Does the description disclose side effects, auth requirements, rate limits, or destructive behavior?

With no annotations provided, the description carries the full burden of behavioral disclosure. It states this is a 'get' operation (implying read-only), but doesn't mention authentication requirements, rate limits, error conditions, or what 'comprehensive stats' actually includes. For a tool with authentication parameters, this is a significant gap.

Agents need to know what a tool does to the world before calling it. Descriptions should go beyond structured annotations to explain consequences.

Conciseness4/5

Is the description appropriately sized, front-loaded, and free of redundancy?

The description is a single, efficient sentence that gets straight to the point. There's no wasted verbiage or unnecessary elaboration, though it could be slightly more specific about what 'comprehensive stats' entails.

Shorter descriptions cost fewer tokens and are easier for agents to parse. Every sentence should earn its place.

Completeness2/5

Given the tool's complexity, does the description cover enough for an agent to succeed on first attempt?

For a tool with 5 parameters (including authentication), no annotations, and no output schema, the description is insufficient. It doesn't explain what 'comprehensive stats' returns, how authentication works, or how this differs from similar statistical tools. The agent lacks crucial context for proper tool invocation.

Complex tools with many parameters or behaviors need more documentation. Simple tools need less. This dimension scales expectations accordingly.

Parameters3/5

Does the description clarify parameter syntax, constraints, interactions, or defaults beyond what the schema provides?
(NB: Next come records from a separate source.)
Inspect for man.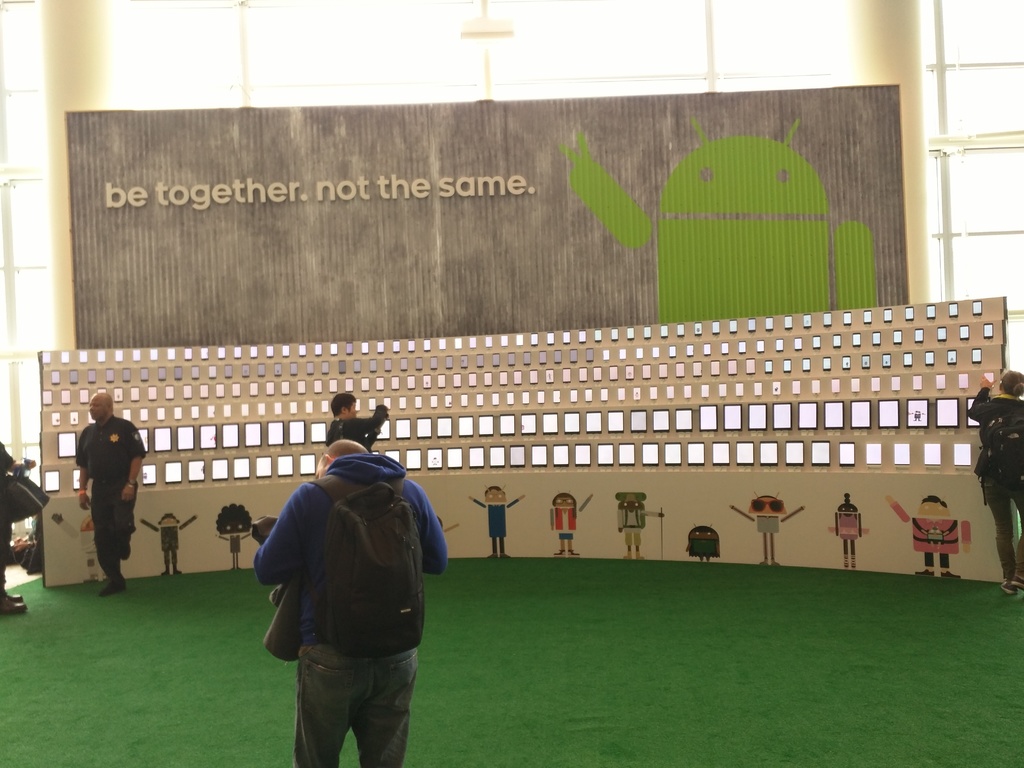
Inspection: x1=79 y1=390 x2=149 y2=596.
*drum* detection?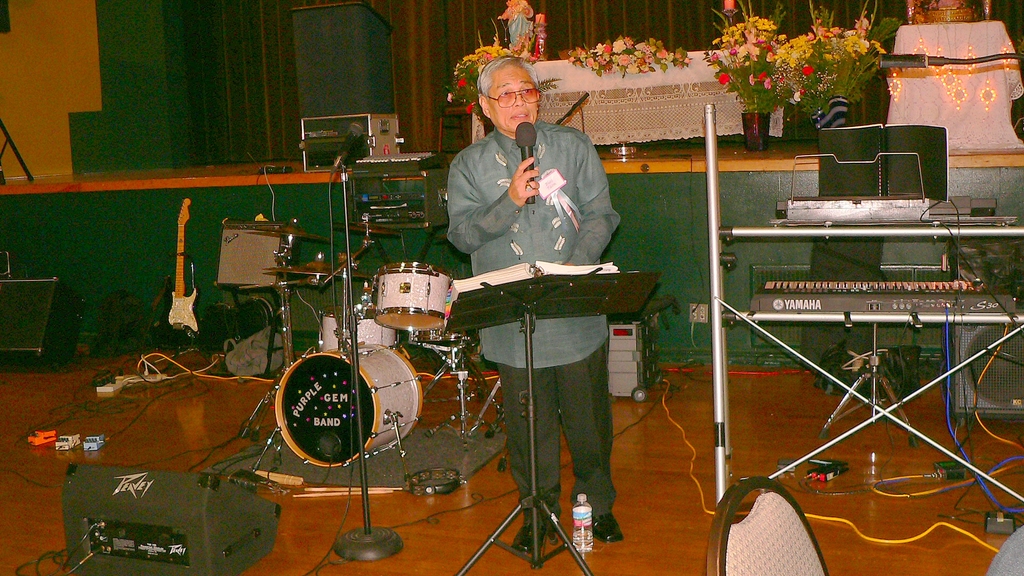
[321,306,396,349]
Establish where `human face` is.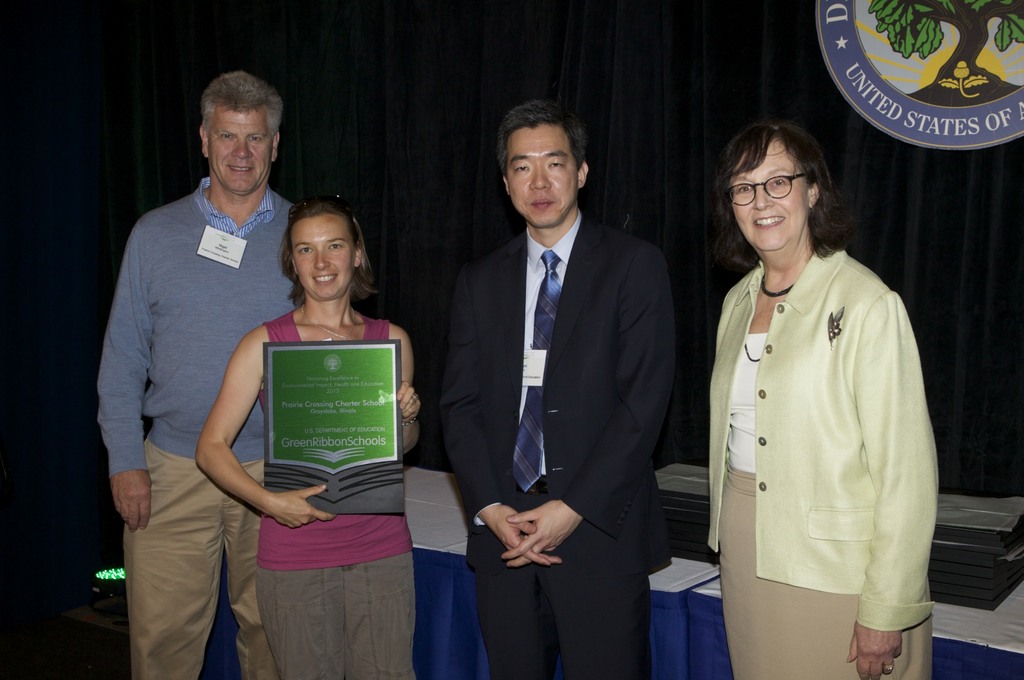
Established at 507/125/579/226.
The schema description coverage is 100%, so all parameters are documented in the schema. The description adds no additional parameter information beyond what's already in the schema, which is acceptable given the complete schema coverage. The baseline of 3 is appropriate when the schema does the heavy lifting.

Input schemas describe structure but not intent. Descriptions should explain non-obvious parameter relationships and valid value ranges.

Purpose4/5

Does the description clearly state what the tool does and how it differs from similar tools?
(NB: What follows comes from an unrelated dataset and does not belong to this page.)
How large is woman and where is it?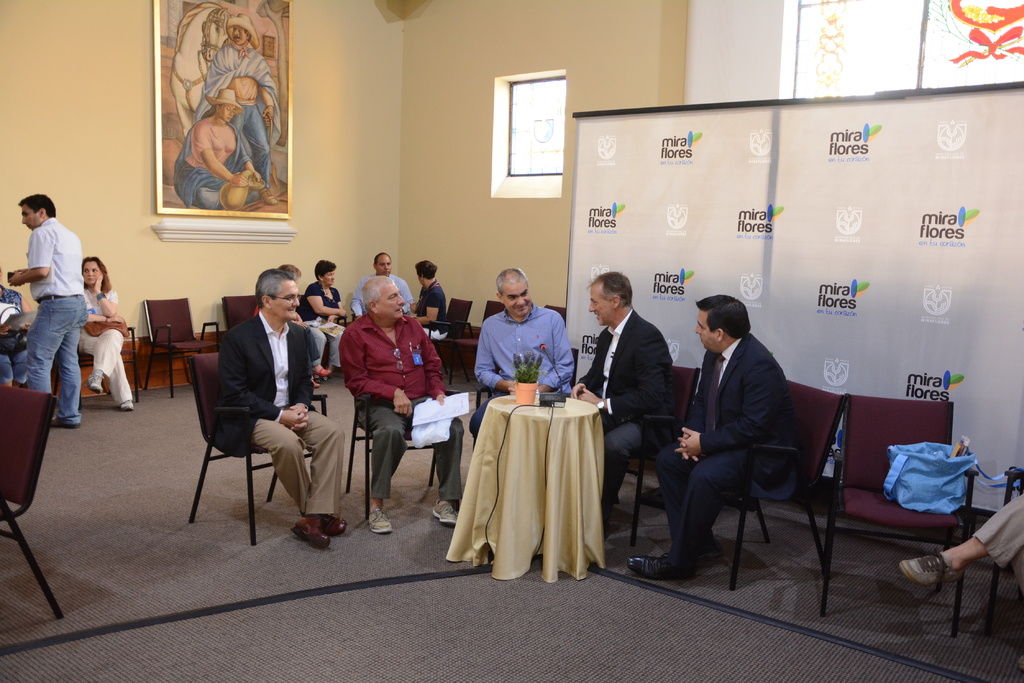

The description clearly states the action ('Get') and resource ('comprehensive stats for a WordPress site'), making the purpose understandable. However, it doesn't differentiate from sibling tools like 'get-stats-summary' or 'get-stats-highlights', which appear to offer similar statistical functionality.

Agents choose between tools based on descriptions. A clear purpose with a specific verb and resource helps agents select the right tool.

Usage Guidelines2/5

Does the description explain when to use this tool, when not to, or what alternatives exist?

The description provides no guidance on when to use this tool versus alternatives like 'get-stats-summary' or 'get-stats-highlights'. There's no mention of prerequisites, use cases, or exclusions, leaving the agent without context for tool selection.

Agents often have multiple tools that could apply. Explicit usage guidance like "use X instead of Y when Z" prevents misuse.